Floating among cloying organic vapors, Sacramento took a shortcut through the municipal slaughter yard.
“Get me out of here quick; I don’t like this smell of guts,” protested the girl.
“Do you think I am your horse that you can just guide anywhere you want?”
“Get up, horse!” she said, laughing.
Then they crossed diagonally across the Plaza del Descabezado, so named because enthroned in its center was the decapitated statue of some important person whose identity was long forgotten by the townspeople, and that had turned green from stray dogs urinating on it e
ach time they passed.
“Why doesn’t he have a head?” she wanted to know.
“It was knocked off years ago, during a labor strike.”
“The man’s, or the statue’s?”
“Who knows?”
They crossed themselves as they passed the church of Santo Ecce Homo and ended up on Calle de la Campana, better known as Calle Caliente, then Sacramento announced, with chauvinistic pride, their arrival in La Catunga.
“The most prestigious zona de tolerancia on the planet,” he said.
The girl climbed out of the cart, straightened her poplin dress, which was wrinkled like wrapping paper, and raised her nose into the air, trying to sniff the winds that the future had reserved for her.
“This is it?” she asked, although she already knew.
In the vertical heat of midday, winding through the dust, a neighborhood lined by dirt alleyways made narrower on each side by blossoming scarlet cayenos and irregular dwellings made of packed dirt topped with tin roofs, each one with a door open to the street, revealing a minimal interior without mystery or secret and featuring an armoire, a slowly turning fan, a pitcher and washbasin, and a tidily made bed. Outside were mingled stray animals, little boys who wanted to be petroleros when they grew up, little girls who dreamed of becoming teachers, women in slippers shouting to one another as they swept their doorways or sat in rocking chairs in the shade, fanning themselves with the lid of a pot.

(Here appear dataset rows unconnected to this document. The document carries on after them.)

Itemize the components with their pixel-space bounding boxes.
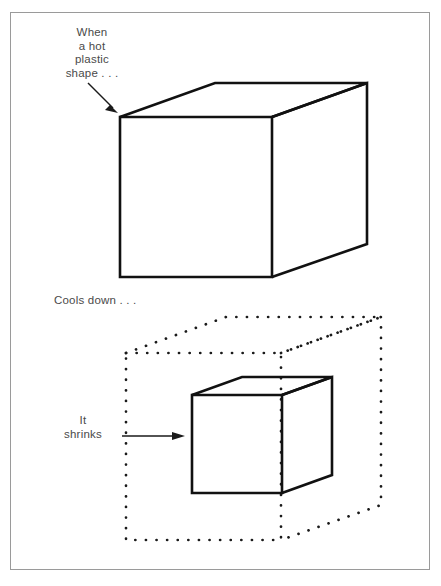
diagonal-arrow-shaft — [88, 83, 113, 108]
small-solid-cube — [192, 377, 332, 493]
dotted-cube-top-face — [126, 317, 381, 353]
dotted-cube-front-face — [126, 353, 281, 540]
large-solid-cube — [120, 83, 367, 277]
horizontal-arrow-head — [172, 432, 185, 440]
horizontal-arrow-icon — [122, 432, 185, 440]
small-cube-front-face — [192, 395, 282, 493]
diagonal-arrow-icon — [88, 83, 118, 113]
large-cube-top-face — [120, 83, 367, 117]
label-cools-down: Cools down . . . — [54, 294, 194, 308]
label-hot-plastic: When a hot plastic shape . . . — [54, 26, 130, 80]
large-cube-right-face — [272, 83, 367, 277]
large-cube-front-face — [120, 117, 272, 277]
figure-page: When a hot plastic shape . . . Cools dow… — [0, 0, 441, 586]
dotted-original-outline-cube — [126, 317, 381, 540]
small-cube-top-face — [192, 377, 332, 395]
small-cube-right-face — [282, 377, 332, 493]
diagram-canvas — [0, 0, 441, 586]
label-it-shrinks: It shrinks — [46, 414, 120, 441]
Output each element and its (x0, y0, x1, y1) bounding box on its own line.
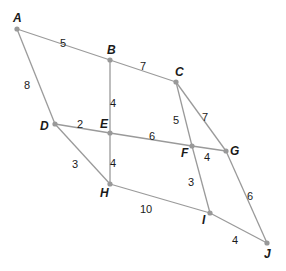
edge-i-j (210, 213, 267, 243)
vertex-label-g: G (230, 144, 239, 158)
vertex-labels-layer: ABCDEFGHIJ (12, 11, 271, 261)
vertex-b (107, 57, 112, 62)
edge-weight-d-e: 2 (77, 118, 83, 130)
vertex-label-i: I (202, 213, 206, 227)
vertex-label-f: F (181, 146, 189, 160)
vertex-c (173, 79, 178, 84)
edge-weight-f-i: 3 (188, 176, 194, 188)
vertex-g (223, 148, 228, 153)
edge-weight-a-d: 8 (24, 79, 30, 91)
edge-weight-b-c: 7 (140, 60, 146, 72)
weighted-graph: 5784264573431064 ABCDEFGHIJ (0, 0, 286, 271)
edge-h-i (110, 184, 210, 213)
edge-weight-g-j: 6 (247, 190, 253, 202)
edge-weight-d-h: 3 (72, 158, 78, 170)
vertex-a (14, 26, 19, 31)
edge-a-d (17, 29, 55, 124)
vertex-label-e: E (100, 117, 109, 131)
vertex-f (189, 143, 194, 148)
vertex-e (107, 130, 112, 135)
edge-weight-c-g: 7 (202, 111, 208, 123)
edge-weight-b-e: 4 (110, 97, 116, 109)
vertex-j (264, 240, 269, 245)
vertex-label-c: C (175, 65, 184, 79)
edge-weight-f-g: 4 (204, 151, 210, 163)
vertex-d (52, 121, 57, 126)
edge-weight-c-f: 5 (173, 114, 179, 126)
edge-weight-e-f: 6 (149, 130, 155, 142)
vertex-label-d: D (40, 119, 49, 133)
edge-weight-a-b: 5 (60, 37, 66, 49)
edge-weight-h-i: 10 (140, 203, 152, 215)
vertex-label-b: B (107, 43, 116, 57)
edge-weight-e-h: 4 (110, 157, 116, 169)
vertex-label-h: H (100, 186, 109, 200)
edge-weight-i-j: 4 (232, 234, 238, 246)
edge-d-h (55, 124, 110, 184)
vertex-i (207, 210, 212, 215)
vertex-label-j: J (264, 247, 271, 261)
vertex-label-a: A (12, 11, 22, 25)
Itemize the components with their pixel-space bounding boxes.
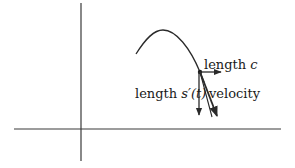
- trajectory-curve: [136, 30, 204, 82]
- velocity-label: velocity: [208, 86, 261, 101]
- horizontal-component-label: length c: [204, 57, 258, 72]
- vertical-component-label: length s′(t): [135, 86, 206, 101]
- velocity-decomposition-diagram: length c length s′(t) velocity: [0, 0, 295, 168]
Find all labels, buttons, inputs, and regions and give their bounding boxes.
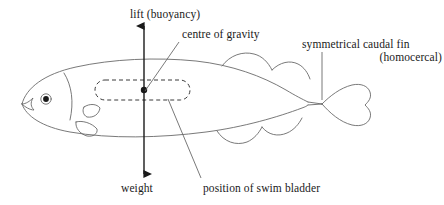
swim-bladder-leader (168, 99, 201, 178)
centre-of-gravity-leader (145, 42, 179, 91)
fish-buoyancy-diagram: lift (buoyancy) centre of gravity symmet… (0, 0, 444, 205)
label-weight: weight (121, 182, 153, 195)
eye-pupil (43, 96, 49, 102)
label-lift: lift (buoyancy) (130, 8, 200, 21)
label-swim-bladder: position of swim bladder (203, 182, 320, 195)
caudal-fin (322, 84, 371, 125)
gill-cover (64, 73, 72, 120)
body-outline-ventral (22, 104, 308, 137)
label-homocercal: (homocercal) (302, 51, 442, 64)
dorsal-fin-second (272, 62, 310, 79)
anal-fin-second (262, 118, 302, 135)
label-centre-of-gravity: centre of gravity (182, 28, 260, 41)
pelvic-fin (76, 121, 97, 136)
pectoral-fin (83, 104, 100, 117)
label-caudal-fin: symmetrical caudal fin (302, 38, 410, 51)
body-outline-dorsal (22, 59, 308, 104)
caudal-peduncle-lower (308, 104, 322, 105)
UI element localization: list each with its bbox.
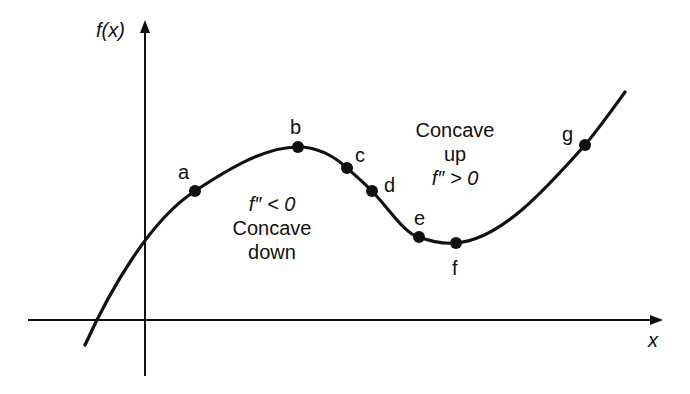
concave-up-annotation: Concave up f″ > 0	[416, 118, 495, 190]
second-derivative-positive: f″ > 0	[416, 166, 495, 190]
function-curve	[85, 92, 625, 345]
concave-down-line1: Concave	[233, 216, 312, 240]
x-axis-label: x	[648, 330, 658, 350]
concave-down-annotation: f″ < 0 Concave down	[233, 192, 312, 264]
concave-down-line2: down	[233, 240, 312, 264]
point-g-marker	[579, 139, 591, 151]
point-b-label: b	[290, 117, 301, 137]
concave-up-line1: Concave	[416, 118, 495, 142]
point-e-marker	[413, 231, 425, 243]
point-a-marker	[189, 185, 201, 197]
point-a-label: a	[178, 162, 189, 182]
point-c-label: c	[355, 145, 365, 165]
second-derivative-negative: f″ < 0	[233, 192, 312, 216]
point-f-marker	[450, 237, 462, 249]
point-c-marker	[341, 162, 353, 174]
point-e-label: e	[414, 208, 425, 228]
y-axis-label: f(x)	[96, 20, 125, 40]
concave-up-line2: up	[416, 142, 495, 166]
point-d-marker	[366, 185, 378, 197]
point-g-label: g	[562, 124, 573, 144]
y-axis-arrow-icon	[140, 20, 150, 33]
x-axis-arrow-icon	[650, 315, 663, 325]
concavity-diagram	[0, 0, 690, 394]
point-f-label: f	[452, 258, 458, 278]
point-b-marker	[292, 141, 304, 153]
point-d-label: d	[384, 175, 395, 195]
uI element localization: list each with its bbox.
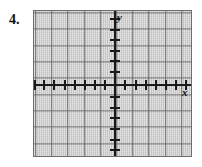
x-axis-tick [53, 80, 55, 90]
x-axis-tick [64, 80, 66, 90]
x-axis-label: x [182, 87, 188, 98]
y-axis-tick [110, 139, 120, 141]
y-axis-tick [110, 107, 120, 109]
x-axis-tick [165, 80, 167, 90]
y-axis-tick [110, 29, 120, 31]
y-axis-tick [110, 149, 120, 151]
y-axis-tick [110, 117, 120, 119]
problem-number: 4. [9, 13, 20, 27]
y-axis-label: y [117, 12, 122, 23]
coordinate-grid: y x [33, 10, 192, 157]
x-axis-tick [124, 80, 126, 90]
x-axis [34, 84, 191, 86]
x-axis-tick [135, 80, 137, 90]
x-axis-tick [145, 80, 147, 90]
x-axis-tick [104, 80, 106, 90]
y-axis-tick [110, 71, 120, 73]
y-axis-tick [110, 50, 120, 52]
x-axis-tick [175, 80, 177, 90]
y-axis-tick [110, 39, 120, 41]
x-axis-tick [84, 80, 86, 90]
y-axis-tick [110, 96, 120, 98]
worksheet-problem: 4. y x [0, 0, 202, 167]
x-axis-tick [74, 80, 76, 90]
y-axis-tick [110, 60, 120, 62]
x-axis-tick [34, 80, 36, 90]
x-axis-tick [94, 80, 96, 90]
x-axis-tick [43, 80, 45, 90]
y-axis-tick [110, 128, 120, 130]
x-axis-tick [155, 80, 157, 90]
y-axis [114, 11, 116, 156]
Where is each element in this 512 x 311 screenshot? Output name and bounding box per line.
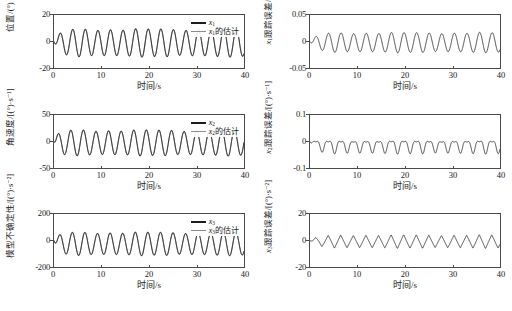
legend-line-estimate [191,230,206,231]
ytick-label: 0.1 [296,110,306,119]
ytick-label: -200 [35,263,50,272]
xtick-mark [405,166,406,169]
xtick-label: 0 [51,171,55,180]
xlabel: 时间/s [53,81,245,92]
legend-line-true [191,122,206,124]
xtick-mark [500,265,501,268]
ytick-label: -0.1 [293,164,306,173]
ytick-label: -0.05 [289,64,306,73]
ytick-label: 20 [42,10,50,19]
xtick-mark [453,66,454,69]
xtick-label: 0 [307,71,311,80]
xtick-label: 30 [449,171,458,180]
series-group [310,141,500,154]
xtick-label: 30 [193,270,202,279]
plot-area-model-uncertainty: x3 x3的估计 [53,213,245,268]
plot-area-x1-tracking-error [309,14,501,69]
xtick-mark [197,166,198,169]
xtick-label: 40 [241,71,250,80]
legend-entry: x2的估计 [191,127,239,136]
xtick-mark [244,66,245,69]
xtick-label: 0 [51,270,55,279]
xtick-label: 40 [241,270,250,279]
xlabel: 时间/s [309,81,501,92]
xtick-mark [244,166,245,169]
xtick-mark [357,166,358,169]
xtick-mark [405,265,406,268]
legend-label: x1的估计 [209,27,239,37]
legend-angular-velocity: x2 x2的估计 [189,117,241,137]
ytick-group-x3-tracking-error: 20 0 -20 [256,213,306,268]
xtick-label: 0 [307,171,311,180]
xtick-label: 40 [497,270,506,279]
xtick-label: 0 [307,270,311,279]
xtick-mark [309,166,310,169]
xtick-mark [197,265,198,268]
panel-position: 位置/(°) 20 0 -20 x1 x1的估计 010203040 [0,2,256,102]
legend-entry: x3的估计 [191,226,239,235]
xtick-mark [149,166,150,169]
legend-label: x2的估计 [209,127,239,137]
legend-entry: x1的估计 [191,27,239,36]
xtick-label: 10 [97,270,106,279]
xtick-mark [101,265,102,268]
xtick-mark [405,66,406,69]
ytick-label: 20 [298,209,306,218]
xtick-mark [453,166,454,169]
xtick-mark [53,265,54,268]
legend-line-estimate [191,131,206,132]
xtick-label: 40 [241,171,250,180]
xlabel: 时间/s [53,181,245,192]
xtick-label: 40 [497,171,506,180]
ytick-label: -20 [295,263,306,272]
series-trace [310,141,500,154]
xtick-mark [357,265,358,268]
xtick-mark [244,265,245,268]
plot-area-position: x1 x1的估计 [53,14,245,69]
xtick-mark [309,265,310,268]
xtick-label: 20 [145,270,154,279]
xtick-mark [500,66,501,69]
legend-model-uncertainty: x3 x3的估计 [189,216,241,236]
xtick-mark [101,66,102,69]
legend-position: x1 x1的估计 [189,17,241,37]
ytick-group-model-uncertainty: 200 0 -200 [0,213,50,268]
xlabel: 时间/s [309,280,501,291]
plot-area-angular-velocity: x2 x2的估计 [53,114,245,169]
xtick-mark [53,166,54,169]
legend-label: x3的估计 [209,226,239,236]
xtick-mark [197,66,198,69]
ytick-label: 0.05 [292,10,306,19]
xtick-label: 0 [51,71,55,80]
panel-x2-tracking-error: x2跟踪误差/[(°)·s⁻¹] 0.1 0 -0.1 010203040 时间… [256,102,512,202]
xtick-label: 20 [145,71,154,80]
plot-area-x2-tracking-error [309,114,501,169]
xtick-label: 40 [497,71,506,80]
xtick-label: 20 [401,270,410,279]
xtick-mark [149,265,150,268]
xtick-label: 30 [449,71,458,80]
xtick-label: 30 [193,71,202,80]
ytick-label: -20 [39,64,50,73]
xtick-mark [357,66,358,69]
ytick-label: 200 [38,209,50,218]
xlabel: 时间/s [309,181,501,192]
panel-x3-tracking-error: x3跟踪误差/[(°)·s⁻²] 20 0 -20 010203040 时间/s [256,201,512,301]
xtick-mark [53,66,54,69]
xtick-label: 20 [145,171,154,180]
series-group [310,32,500,52]
xtick-label: 20 [401,171,410,180]
xtick-label: 10 [353,270,362,279]
panel-angular-velocity: 角速度/[(°)·s⁻¹] 50 0 -50 x2 x2的估计 01 [0,102,256,202]
series-trace [310,32,500,52]
panel-x1-tracking-error: x1跟踪误差/(°) 0.05 0 -0.05 010203040 时间/s [256,2,512,102]
xtick-mark [500,166,501,169]
ytick-label: 50 [42,110,50,119]
xlabel: 时间/s [53,280,245,291]
legend-line-true [191,221,206,223]
xtick-label: 30 [193,171,202,180]
figure-canvas: 位置/(°) 20 0 -20 x1 x1的估计 010203040 [0,0,512,311]
series-group [310,235,500,248]
xtick-label: 20 [401,71,410,80]
xtick-mark [309,66,310,69]
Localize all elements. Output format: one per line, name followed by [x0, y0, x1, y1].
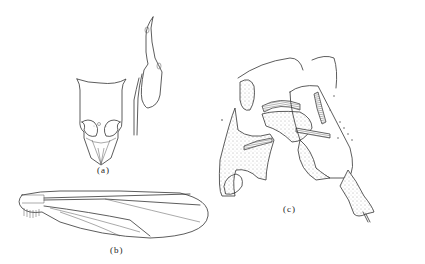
panel-a-head-frontal — [77, 79, 126, 165]
panel-a-label: (a) — [97, 165, 110, 175]
illustration-svg — [0, 0, 425, 264]
panel-b-wing — [19, 191, 208, 238]
panel-c-genitalia — [219, 56, 374, 222]
panel-b-label: (b) — [110, 245, 124, 255]
figure-plate: (a) (b) (c) — [0, 0, 425, 264]
panel-c-label: (c) — [283, 204, 296, 214]
panel-a-head-lateral — [134, 17, 162, 135]
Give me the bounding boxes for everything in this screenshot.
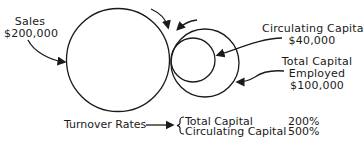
sales-arrow-icon xyxy=(28,40,64,62)
turnover-row-circulating-name: Circulating Capital xyxy=(185,126,286,137)
turnover-title: Turnover Rates xyxy=(64,119,146,130)
total-value: $100,000 xyxy=(272,80,362,92)
total-capital-label: Total Capital Employed $100,000 xyxy=(272,56,362,92)
capital-turnover-diagram: Sales $200,000 Circulating Capital $40,0… xyxy=(0,0,363,142)
rotation-arrow-icon xyxy=(151,9,168,27)
sales-circle xyxy=(67,9,170,112)
sales-value: $200,000 xyxy=(4,28,56,40)
total-capital-circle xyxy=(171,29,239,97)
circulating-capital-label: Circulating Capital $40,000 xyxy=(262,23,362,47)
sales-label: Sales $200,000 xyxy=(4,16,56,40)
circulating-capital-circle xyxy=(171,38,215,82)
rotation-arrow-icon xyxy=(178,20,197,29)
circulating-value: $40,000 xyxy=(262,35,362,47)
brace-icon xyxy=(177,117,184,134)
turnover-row-circulating-rate: 500% xyxy=(288,126,319,137)
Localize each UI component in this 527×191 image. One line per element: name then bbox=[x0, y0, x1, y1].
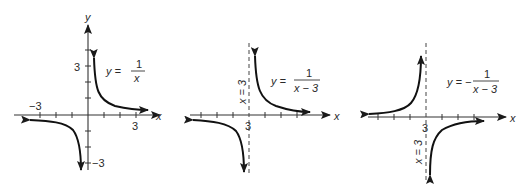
tick-label-x-pos: 3 bbox=[422, 122, 428, 134]
curve-lower-left bbox=[193, 120, 244, 172]
tick-label-x-neg: −3 bbox=[29, 100, 42, 112]
figure: y x −3 3 3 −3 y = 1 x x 3 x = 3 y = 1 x … bbox=[0, 0, 527, 191]
equation-numerator: 1 bbox=[136, 58, 142, 70]
equation-denominator: x bbox=[133, 72, 140, 84]
equation-2: y = 1 x − 3 bbox=[270, 67, 320, 94]
equation-1: y = 1 x bbox=[105, 58, 145, 84]
x-axis-label: x bbox=[509, 112, 516, 124]
x-axis-label: x bbox=[155, 110, 162, 122]
equation-denominator: x − 3 bbox=[293, 82, 319, 94]
y-axis-label: y bbox=[84, 11, 92, 23]
curve-lower-right bbox=[430, 121, 484, 175]
panel-1-graph: y x −3 3 3 −3 y = 1 x bbox=[14, 11, 162, 170]
equation-lhs: y = − bbox=[446, 76, 472, 88]
curve-upper-left bbox=[369, 56, 421, 114]
tick-label-x-pos: 3 bbox=[132, 120, 138, 132]
equation-numerator: 1 bbox=[306, 67, 312, 79]
tick-label-y-pos: 3 bbox=[74, 61, 80, 73]
curve-lower-left bbox=[30, 120, 81, 170]
equation-lhs: y = bbox=[105, 65, 122, 77]
asymptote-label: x = 3 bbox=[236, 79, 248, 105]
panel-3-graph: x 3 x = 3 y = − 1 x − 3 bbox=[368, 43, 516, 180]
tick-label-x-pos: 3 bbox=[245, 120, 251, 132]
x-axis-label: x bbox=[333, 110, 340, 122]
equation-numerator: 1 bbox=[484, 68, 490, 80]
panel-2-graph: x 3 x = 3 y = 1 x − 3 bbox=[190, 43, 340, 175]
asymptote-label: x = 3 bbox=[412, 139, 424, 165]
equation-3: y = − 1 x − 3 bbox=[446, 68, 499, 95]
equation-denominator: x − 3 bbox=[472, 83, 498, 95]
equation-lhs: y = bbox=[270, 75, 287, 87]
tick-label-y-neg: −3 bbox=[92, 157, 105, 169]
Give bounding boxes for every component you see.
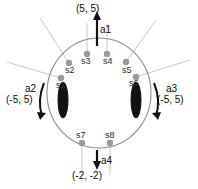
diagram-canvas: s1 s2 s3 s4 s5 s6 s7 s8 (5, 5) a1 a2 (-5… bbox=[0, 0, 198, 189]
sensor-label-s8: s8 bbox=[105, 131, 115, 140]
actuator-label-a2: a2 bbox=[25, 84, 36, 94]
actuator-label-a3: a3 bbox=[166, 84, 177, 94]
sensor-label-s3: s3 bbox=[81, 57, 91, 66]
sensor-ray-s2 bbox=[40, 18, 69, 63]
sensor-ray-s1 bbox=[7, 62, 61, 78]
actuator-label-a1: a1 bbox=[100, 25, 111, 35]
actuator-label-a4: a4 bbox=[101, 156, 112, 166]
sensor-label-s7: s7 bbox=[76, 131, 86, 140]
actuator-value-a1: (5, 5) bbox=[76, 4, 99, 14]
sensor-dot-s7 bbox=[79, 140, 85, 146]
sensor-ray-s6 bbox=[136, 60, 190, 77]
actuator-value-a3: (-5, 5) bbox=[157, 95, 184, 105]
actuator-arrow-a4 bbox=[93, 150, 101, 170]
actuator-value-a2: (-5, 5) bbox=[6, 95, 33, 105]
sensor-label-s1: s1 bbox=[56, 81, 66, 90]
sensor-dot-s8 bbox=[107, 140, 113, 146]
sensor-label-s4: s4 bbox=[103, 57, 113, 66]
sensor-ray-s5 bbox=[126, 20, 156, 62]
sensor-label-s2: s2 bbox=[65, 66, 75, 75]
actuator-arc-a2 bbox=[37, 83, 46, 120]
sensor-label-s6: s6 bbox=[129, 79, 139, 88]
actuator-value-a4: (-2, -2) bbox=[72, 171, 102, 181]
sensor-label-s5: s5 bbox=[122, 66, 132, 75]
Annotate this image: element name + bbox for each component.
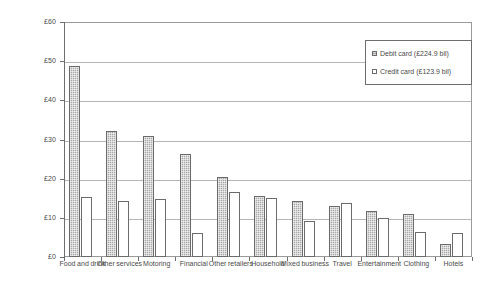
bar-credit [192,233,203,257]
y-axis-tick-label: £20 [0,175,56,183]
bar-credit [452,233,463,257]
y-axis-tick-label: £30 [0,136,56,144]
legend-item-debit-card: Debit card (£224.9 bil) [372,48,466,59]
bar-debit [69,66,80,257]
bar-chart: £0£10£20£30£40£50£60 Food and drinkOther… [0,0,499,299]
bar-debit [440,244,451,257]
bar-debit [329,206,340,257]
bar-group [175,22,212,257]
legend-label-credit-card: Credit card (£123.9 bil) [380,68,451,76]
bar-credit [81,197,92,257]
y-axis-tick-label: £10 [0,214,56,222]
bar-debit [143,136,154,257]
y-axis-tick-label: £50 [0,57,56,65]
legend-swatch-debit-icon [372,51,377,56]
bar-debit [106,131,117,258]
bar-credit [415,232,426,257]
y-axis-tick-label: £60 [0,18,56,26]
bar-group [249,22,286,257]
bar-group [64,22,101,257]
bar-credit [378,218,389,257]
x-axis-labels: Food and drinkOther servicesMotoringFina… [64,260,472,296]
bar-debit [217,177,228,257]
bar-credit [341,203,352,257]
bar-group [101,22,138,257]
bar-credit [155,199,166,257]
bar-credit [118,201,129,257]
bar-credit [304,221,315,257]
y-axis-tick-label: £40 [0,96,56,104]
bar-debit [366,211,377,257]
bar-group [287,22,324,257]
bar-group [324,22,361,257]
bar-debit [403,214,414,257]
bar-credit [266,198,277,257]
x-axis-tick-label: Hotels [425,260,483,269]
bar-debit [292,201,303,257]
bar-group [212,22,249,257]
bar-group [138,22,175,257]
bar-debit [180,154,191,257]
y-axis-tick-label: £0 [0,253,56,261]
bar-debit [254,196,265,257]
legend-label-debit-card: Debit card (£224.9 bil) [380,50,449,58]
legend-swatch-credit-icon [372,69,377,74]
legend-item-credit-card: Credit card (£123.9 bil) [372,66,466,77]
chart-legend: Debit card (£224.9 bil) Credit card (£12… [365,40,472,85]
bar-credit [229,192,240,257]
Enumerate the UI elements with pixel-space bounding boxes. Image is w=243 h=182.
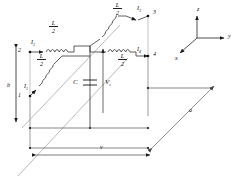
coordinate-axes <box>180 16 224 53</box>
branch-top-left <box>30 46 90 52</box>
node-label-2: 2 <box>18 47 21 53</box>
voltage-label: Vc <box>105 79 111 87</box>
inductor-label-bottom-left: L2 <box>37 53 46 67</box>
axis-label-x: x <box>175 55 178 61</box>
capacitor-label: C <box>73 79 78 86</box>
dimension-label-b: b <box>7 82 10 88</box>
node-label-1: 1 <box>18 92 21 98</box>
inductor-label-top-left: L2 <box>49 20 58 34</box>
branch-top-right <box>90 15 148 46</box>
circuit-drawing <box>0 0 243 182</box>
node-label-4: 4 <box>153 51 156 57</box>
current-label-I2: I2 <box>31 39 35 47</box>
current-label-I4: I4 <box>137 46 141 54</box>
current-label-I1: I1 <box>24 83 28 91</box>
dimension-label-a: a <box>189 107 192 113</box>
node-label-3: 3 <box>153 9 156 15</box>
current-label-I3: I3 <box>137 5 141 13</box>
perspective-guides <box>18 25 128 176</box>
node-dots <box>29 15 150 129</box>
axis-label-y: y <box>228 33 231 39</box>
axis-label-z: z <box>197 6 199 12</box>
dimension-a-line <box>152 86 214 148</box>
inductor-label-top-right: L2 <box>113 2 122 16</box>
figure-canvas: 1 2 3 4 I1 I2 I3 I4 L2 L2 L2 L2 C Vc b a… <box>0 0 243 182</box>
inductor-label-bottom-right: L2 <box>118 53 127 67</box>
ground-plane <box>30 88 213 148</box>
dimension-label-v: v <box>100 144 103 150</box>
ground-plane-dots <box>29 127 149 149</box>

A poor barrio, like any other. Except for the colored lightbulbs, now extinguished and invisible, that hung from the facades as the only sign of the difference, the great, unfathomable difference. As soon as the girl tried to take a step forward, the brutal current that struck violently at her legs made her realize, once and for all, that La Catunga was enclosed within an imaginary cordon that burned like the lash of a whip.
“Once inside you will never leave,” she heard Sacramento’s voice warning, and for an instant her resolved heart knew doubt.
“Where is the Dancing Miramar?” she asked in glassy syllables that tried to hide her twinges of panic.